🤖 AI Agents Weekly: DINOv3, Claude Sonnet-1M, GLM-4.5V, Benchmarking AI Agent Memory, Deep Agents, Claude Code Output Styles
DINOv3, Claude Sonnet-1M, GLM-4.5V, Benchmarking AI Agent Memory, Deep Agents, Claude Code Output Styles
In today’s issue:
Claude Sonnet expands to 1M-token context window
Z.AI introduces GLM-4.5V
Meta introduces DINOv3
Benchmarking AI Agent Memory
Mistral Medium 3.1
Claude Code Output Styles
Qodo Command scores 71.2% on SWE-bench Verified
Evaluating LLM Agents on long-horizon tasks
Designing memory-augmented AR agents
Top AI devs news, research, and product updates.
Top Stories
Claude Sonnet 4 Expands to 1M-token Context
Anthropic has increased Claude Sonnet 4’s context window to 1 million tokens, a 5× jump, now in public beta on the Anthropic API and Amazon Bedrock, with Google Cloud’s Vertex AI coming soon. This enables processing entire codebases, large document sets, or multi-step agent workflows in one request.
Expanded capabilities – Handle over 75K lines of code or dozens of research papers with full cross-reference capability.
New use cases – Large-scale code analysis, comprehensive document synthesis, and persistent context for multi-step, tool-using agents.

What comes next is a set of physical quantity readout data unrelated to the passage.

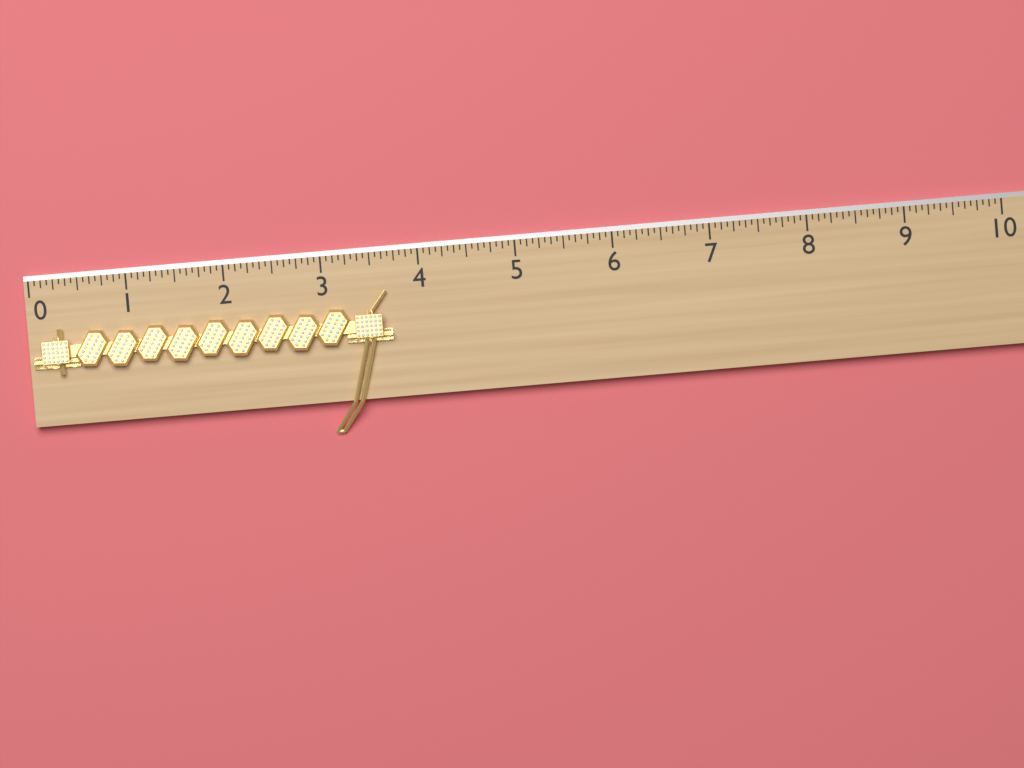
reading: 3.6875 (no unit)
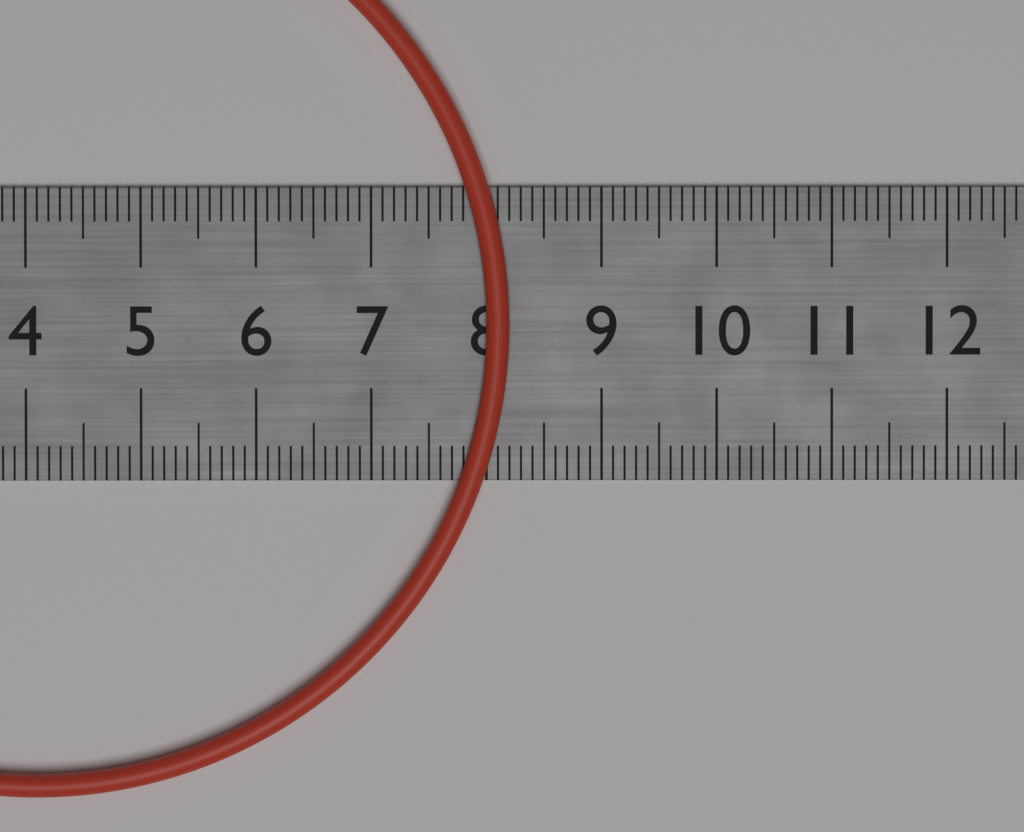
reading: 8.2 cm
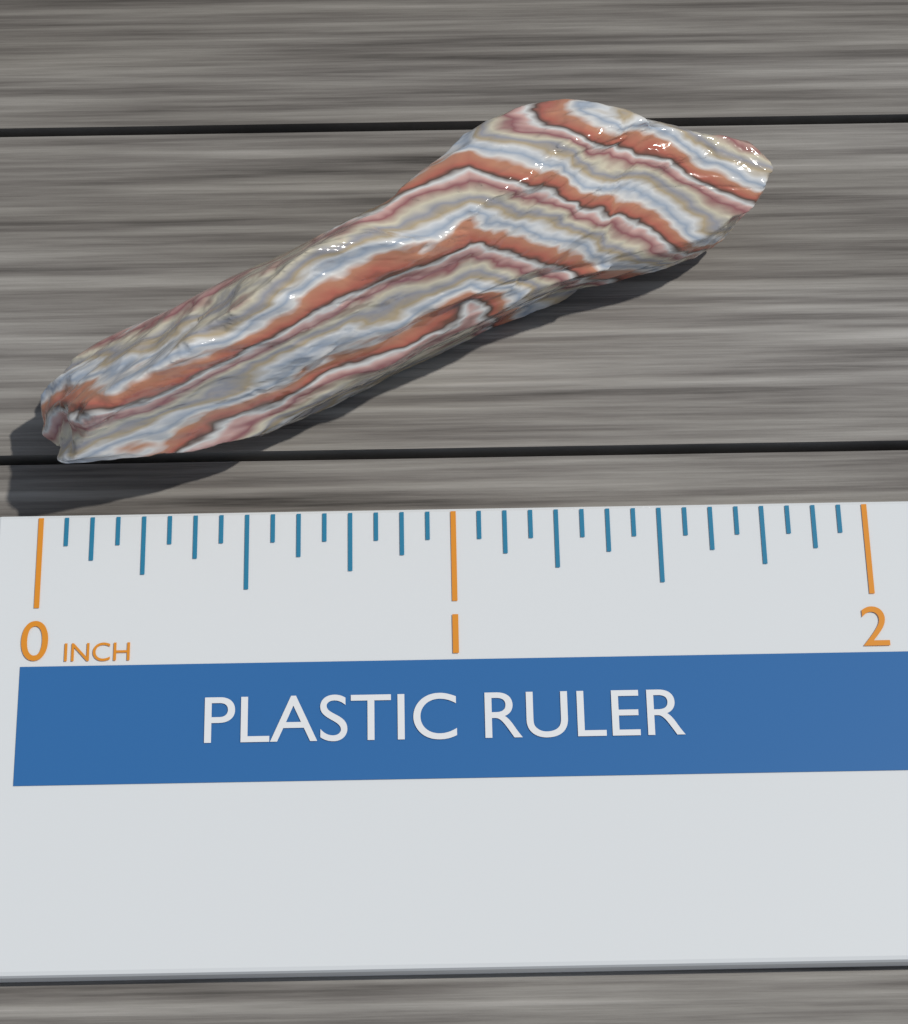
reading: 1.8125 inch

Pricing – Prompts ≤200K tokens: $3/MTok input, $15/MTok output; >200K tokens: $6/MTok input, $22.50/MTok output. Prompt caching and batch processing can cut costs up to 50%.
Customer adoption – Bolt.new reports improved large-project coding accuracy; iGent AI says the upgrade enables multi-day, production-scale engineering sessions for their autonomous software agent.
Availability – Currently for Tier 4/custom API users, with broader rollout planned; also on Amazon Bedrock and soon on Vertex AI.
💡 Here are our thoughts on why this matters:
Full-system visibility – You can feed entire codebases (including tests, configs, and docs) into the model without chunking or elaborate retrieval pipelines. This makes it possible to run whole-architecture reasoning, detect cross-file dependency issues, and refactor with full global awareness.
Richer agent memory – Multi-step, tool-using agents can now carry the entire history of a session, API specs, execution logs, and prior tool outputs, inside the model without losing coherence, reducing error cascades from truncated context.
Better alignment and consistency – In research workflows, you can load all relevant papers, experiments, and notes at once. The model can maintain a consistent analytical thread instead of stitching together partial results from smaller contexts.
Simplified pipeline design – With fewer retrieval and chunking steps, devs can cut complexity, latency, and failure points in AI applications, which is especially valuable for latency-sensitive or mission-critical systems.
New frontier for model evaluation – This scale opens doors for testing long-horizon reasoning, code synthesis across massive repos, and multi-day agentic workflows, use cases that were previously impractical without extensive orchestration.